The information sections in the book which includes an astonishing language tree, are not intrusive, they are placed just right to add to the depth and pleasure of the story.
Stand Still Stay Silent is an outstanding comic, making the task of plausible world building look easy while meeting and renewing genre requirements is natural and unforced. Something substantially new that hides so comfortably in the shape of something old is a delightfully welcome troll in its own right.

Saturday, 14 May 2016

The Other Child. Charlotte Link (Writer), Stefan Tobler (Translator). Orion Books (2012)

A gripping and very engaging crime story. In the English seaside town of Scarborough a young student is murdered on her her way home. The case goes cold before a second murder, that of an elderly woman, is committed. Detective Inspector Valerie Almond leads the investigation into both murders and seeks a connection between the two.
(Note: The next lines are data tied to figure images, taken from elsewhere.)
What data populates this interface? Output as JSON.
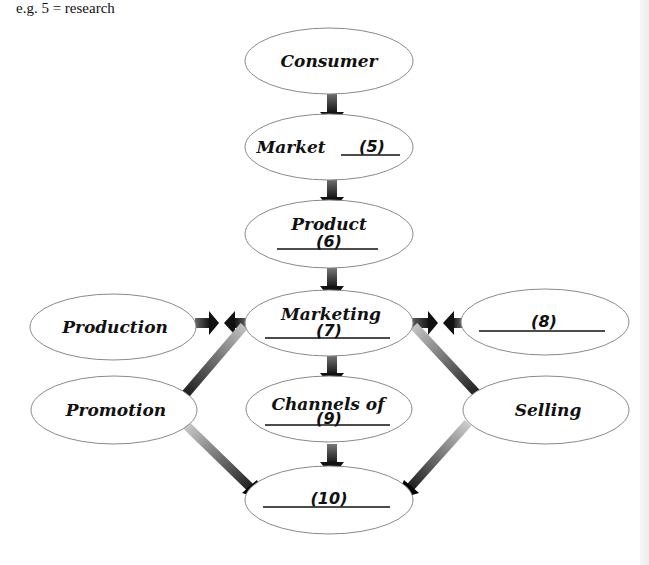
{
  "note": "e.g. 5 = research",
  "nodes": {
    "consumer": {
      "label": "Consumer"
    },
    "market": {
      "label": "Market",
      "blank": "(5)"
    },
    "product": {
      "label": "Product",
      "blank": "(6)"
    },
    "marketing": {
      "label": "Marketing",
      "blank": "(7)"
    },
    "production": {
      "label": "Production"
    },
    "eight": {
      "blank": "(8)"
    },
    "promotion": {
      "label": "Promotion"
    },
    "channels": {
      "label": "Channels of",
      "blank": "(9)"
    },
    "selling": {
      "label": "Selling"
    },
    "ten": {
      "blank": "(10)"
    }
  },
  "edges": [
    {
      "from": "Consumer",
      "to": "Market"
    },
    {
      "from": "Market",
      "to": "Product"
    },
    {
      "from": "Product",
      "to": "Marketing"
    },
    {
      "from": "Production",
      "to": "Marketing",
      "bidirectional_pair": true
    },
    {
      "from": "(8)",
      "to": "Marketing",
      "bidirectional_pair": true
    },
    {
      "from": "Marketing",
      "to": "Promotion"
    },
    {
      "from": "Marketing",
      "to": "Channels of (9)"
    },
    {
      "from": "Marketing",
      "to": "Selling"
    },
    {
      "from": "Promotion",
      "to": "(10)"
    },
    {
      "from": "Channels of (9)",
      "to": "(10)"
    },
    {
      "from": "Selling",
      "to": "(10)"
    }
  ],
  "colors": {
    "ellipse_stroke": "#8a8a8a",
    "arrow_dark": "#111111",
    "arrow_light": "#bdbdbd"
  }
}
The second murder has a significantly different context to the first and the investigation throws up too many suspects instead of too few. Steadily the sins of the past start to be brought into the light and the power of the past to warp the present become horribly clear.
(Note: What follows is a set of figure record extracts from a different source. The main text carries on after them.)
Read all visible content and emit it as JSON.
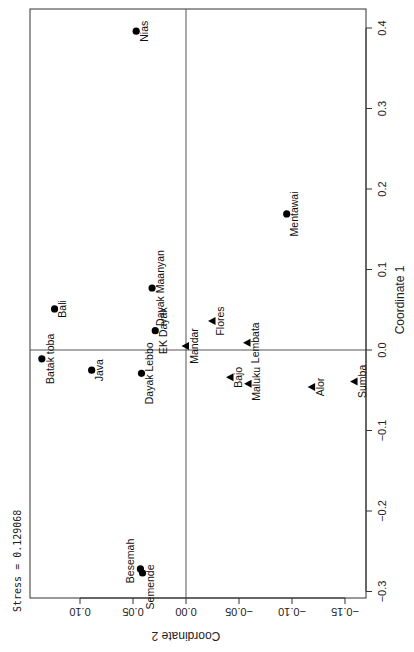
{
  "chart_data": {
    "type": "scatter",
    "title": "",
    "annotation": "Stress = 0.129068",
    "xlabel": "Coordinate 1",
    "ylabel": "Coordinate 2",
    "xlim": [
      -0.3,
      0.42
    ],
    "ylim": [
      -0.16,
      0.14
    ],
    "x_ticks": [
      "-0.3",
      "-0.2",
      "-0.1",
      "0.0",
      "0.1",
      "0.2",
      "0.3",
      "0.4"
    ],
    "y_ticks": [
      "-0.15",
      "-0.10",
      "-0.05",
      "0.00",
      "0.05",
      "0.10"
    ],
    "grid": false,
    "reference_lines": {
      "x": 0.0,
      "y": 0.0
    },
    "orientation_note": "figure rotated 90 degrees counter-clockwise on page",
    "legend": [],
    "series": [
      {
        "name": "circle",
        "marker": "circle",
        "points": [
          {
            "label": "Nias",
            "x": 0.396,
            "y": 0.047
          },
          {
            "label": "Bali",
            "x": 0.051,
            "y": 0.124
          },
          {
            "label": "Dayak Maanyan",
            "x": 0.077,
            "y": 0.032
          },
          {
            "label": "EK Dayak",
            "x": 0.024,
            "y": 0.029
          },
          {
            "label": "Batak toba",
            "x": -0.011,
            "y": 0.136
          },
          {
            "label": "Java",
            "x": -0.025,
            "y": 0.089
          },
          {
            "label": "Dayak Lebbo",
            "x": -0.029,
            "y": 0.042
          },
          {
            "label": "Besemah",
            "x": -0.272,
            "y": 0.043
          },
          {
            "label": "Semende",
            "x": -0.277,
            "y": 0.041
          },
          {
            "label": "Mentawai",
            "x": 0.169,
            "y": -0.095
          }
        ]
      },
      {
        "name": "triangle",
        "marker": "triangle",
        "points": [
          {
            "label": "Mandar",
            "x": 0.005,
            "y": 0.0
          },
          {
            "label": "Flores",
            "x": 0.036,
            "y": -0.025
          },
          {
            "label": "Lembata",
            "x": 0.009,
            "y": -0.058
          },
          {
            "label": "Bajo",
            "x": -0.034,
            "y": -0.042
          },
          {
            "label": "Maluku",
            "x": -0.042,
            "y": -0.059
          },
          {
            "label": "Alor",
            "x": -0.046,
            "y": -0.119
          },
          {
            "label": "Sumba",
            "x": -0.039,
            "y": -0.159
          }
        ]
      }
    ]
  },
  "labels": {
    "stress": "Stress = 0.129068",
    "coord1": "Coordinate 1",
    "coord2": "Coordinate 2"
  },
  "colors": {
    "marker": "#000000",
    "axis": "#333333",
    "refline": "#555555"
  }
}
The structure of the story is masterfully set up and controlled by Charlotte Almond, there are a lot of moving parts to the story and a big and varied cast are involved. Everyone gets the space to make their presence felt and the interactions between the cast are vivid and sharp, in particular as the finger of suspicion starts to point very clearly in one direction.
The narrative is cleverly split among the past and the present and among the cast as past decisions came back to haunt everyone as they struggle with a very messy and uncertain present. One of the pleasures of the book is the way each of the cast are entangled in their own past actions before they combine and find themselves caught in a much bigger and messier briar patch from an unexpected quarter.
The story is very much an English village murder, a group of disparate people brought together through a variety of circumstances to a remote rural location where a highly charged event leads to a nasty conclusion. Everyone has a just enough of a fractured history to summon up a plausible possibility , with one person in particular having an outstanding motive. The skill that Charlotte Link brings to setting up reveals that nicely muddy the waters is a joy to read. The story from the past that slowly and steadily casts a shadow over the present is very carefully controlled. The repercussions of actions from decades before do not become fully clear until a razor sharp conclusion that arises with horrifying logic from the story.
At the same time Charlotte Link allows that the harrowing events may also be the force that was required for the survivors to finally forces them to their own circumstances and start to acknowledge a future rather than be tethered to a life sapping past. This is a welcome balance from the unflinching and very restrained descriptions of casual cruelty and astonishing selfishness that warp the lives of so many and seeps out to destroy others who are even marginally involved.
Stefan Tobler's translation is wholly transparent, the cast and the setting are never handled clumsily, it reads like a English story in every sense.